City on Fire (Danny Ryan, #1)(91)



Terri’s out of it, morphine flowing through her.

Danny looks up at the TV.

Sure enough, there on the late-night news is a smiling Agent Jardine, standing by a stack of heroin, bragging about how the twelve kilos is the largest drug bust in the history of Rhode Island, how it’s going to cripple the New England narcotics trade, about the arrest of John Murphy and the warrants out for several other “major traffickers.”

“I’m sure,” Jardine says, “that we’ll have them in custody very soon. They can run, but they can’t hide.”

Danny don’t know what to do.

He wishes Pat was here, Pat would know.

But he isn’t here, Danny tells himself.

So think.

Think like a leader.

Vecchio was a rat. He came to you with the heroin deal because he needed money to go on the run from Chris Palumbo and the Morettis, so—

No, he didn’t, Danny thinks.

It was a trap all the time. Vecchio set us up.

And you didn’t see it, you dumb donkey. You were so worried there’d be an ambush in the truck, you didn’t see that the truck was the ambush, that the dope was the weapon. The Morettis sent Vecchio to set you up. He was the bait and you swallowed it whole. They couldn’t win the war against you, so they’re letting the feds do it for them.

And now we’re fucked.

The room phone rings. Danny figures it’s probably Bernie with more bad news, but it ain’t.

“Danny?” his mother asks.

“How did you get this number?”

“I’m so sorry about Terri,” Madeleine says. “I’m very fond of her.”

“What do you want?”

“I want you to get out of there,” Madeleine says.

“What do you know about it?” Danny asks.

“Let’s just say I follow you from afar,” Madeleine says. “Remotely, as you requested. You asked me to stay out of your life and so far I’ve honored your wishes. But, Danny, what are you going to do?”

“I don’t know.”

“Not knowing is not good enough,” Madeleine says. “You have a wife and a child—you don’t have the luxury of indecision. You have to get out. If there isn’t an indictment on you, there will be. Or the Morettis will kill you.”

“Terri’s dying.”

“All the more reason you have to go,” Madeleine says. “Your child is going to be without a mother—”

“Like me?”

She takes the punch and then says, “And if you stand there paralyzed and stay a child yourself, Ian is going to be without a father, too, because you’ll be dead or in prison. Do you love your son, Danny?”

“Of course I do.”

“Then you have to go,” she says. “For his sake.”

“I can’t leave Terri.”

“It’s what she’d want,” Madeleine says.

“How do you know what she’d want?”

Madeleine says, “I’m a mother.”

Danny hangs up.

Then he goes down to the chapel.



Jardine has Ron Laframboise’s balls in a vise.

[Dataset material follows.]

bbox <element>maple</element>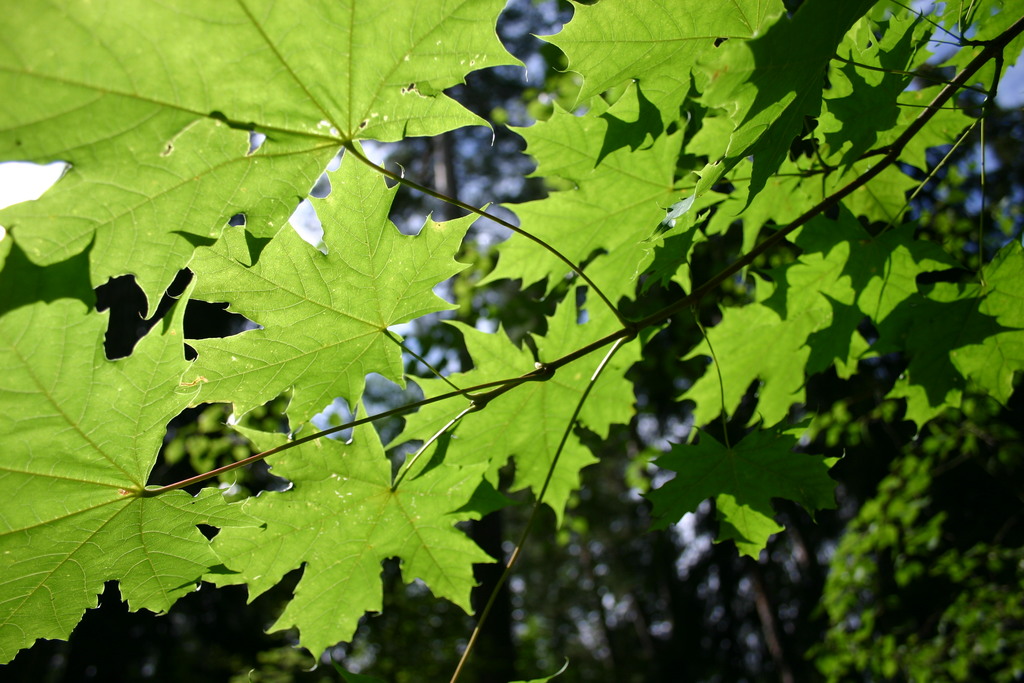
box=[0, 0, 632, 329]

Not literally, but he might as well have, the way Ronny’s squirming and twisting, his brain cooking as he tries to figure a way out.

He’s sitting on the old sofa in his apartment, where he got busted with two grams of coke and an unregistered handgun, a combo plate for which the bill comes to thirty years, without the tip.

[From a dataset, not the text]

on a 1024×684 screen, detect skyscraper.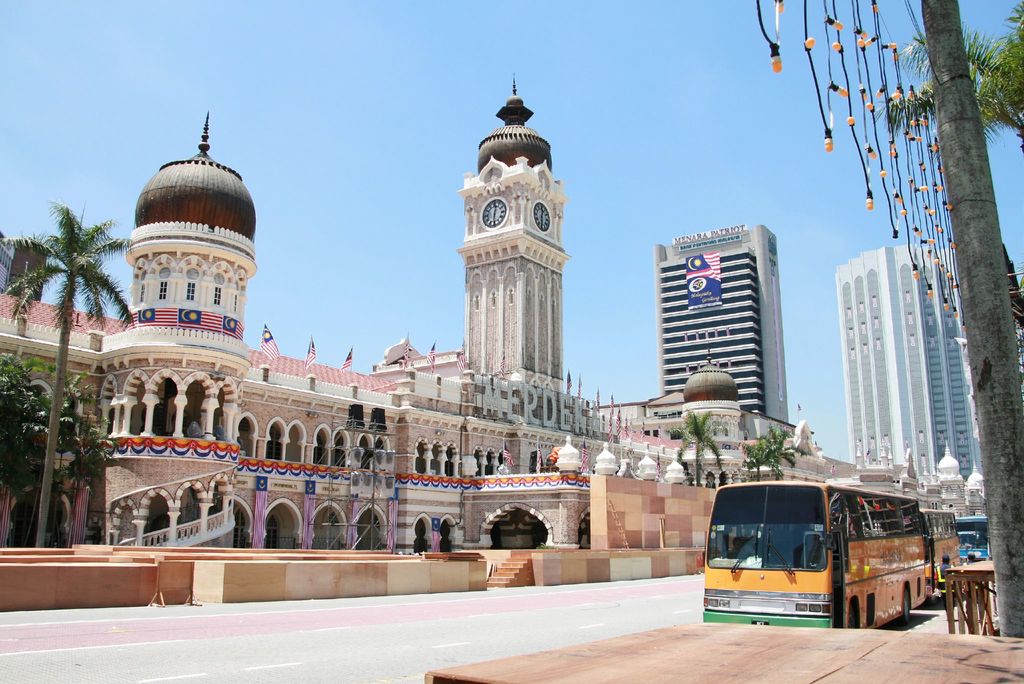
crop(124, 117, 254, 552).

“There’s only one way out, Ronny,” Jardine says. “I want to know where Liam has the rest of the dope.”

“I don’t know.”

“But you do know where he is,” Jardine says. “You’re one of Liam’s bodyguards, and to guard his body, you have to know where it is. So where is it?”

“At this very moment?” Ronny asks.

“Good, play games,” Jardine says. “I can play games, too. My favorite is Send the Dumb Frog to the Worst Supermax You Can Think of and Make Sure He Gets Put In with the Spics, Where He Becomes a Pincushion.”

Ronny twists and squirms.

“Let me ask it this way,” Jardine says. “If Liam Murphy was looking at dying behind bars, and his out was giving you up, what do you think he’d do?”

Ronny knows the answer.

He tells Jardine about the safe house in Lincoln.



Pam shoves clothes into her bag.

Because Liam keeps telling her to hurry. “They could be here any second.”

“Who?”

“The Morettis or the feds,” Liam says. “It doesn’t matter which. Jesus Christ, hurry up.”

Liam’s been in a state since Bernie called with the news of the raid on the Gloc. He’s coked up anyway, and then when he turned on the TV and saw his father being led into the car, he got all the more jacked up.

He takes the three bricks of heroin from under the bed and shoves them into his suitcase. “Thank fucking God I took these to sell, so we have something. Fucking Danny Ryan and his ‘wait’ bullshit, look what happened. Nobody listens to Liam.”

He grabs her bag and zips it shut. “Enough. Let’s go.”

“Where are we going?”

“You know what, Pam?” Liam asks. “Why don’t we sit down and have a nice long chat about the future? We can just sit here and share our feelings until the door crashes in, how about that?”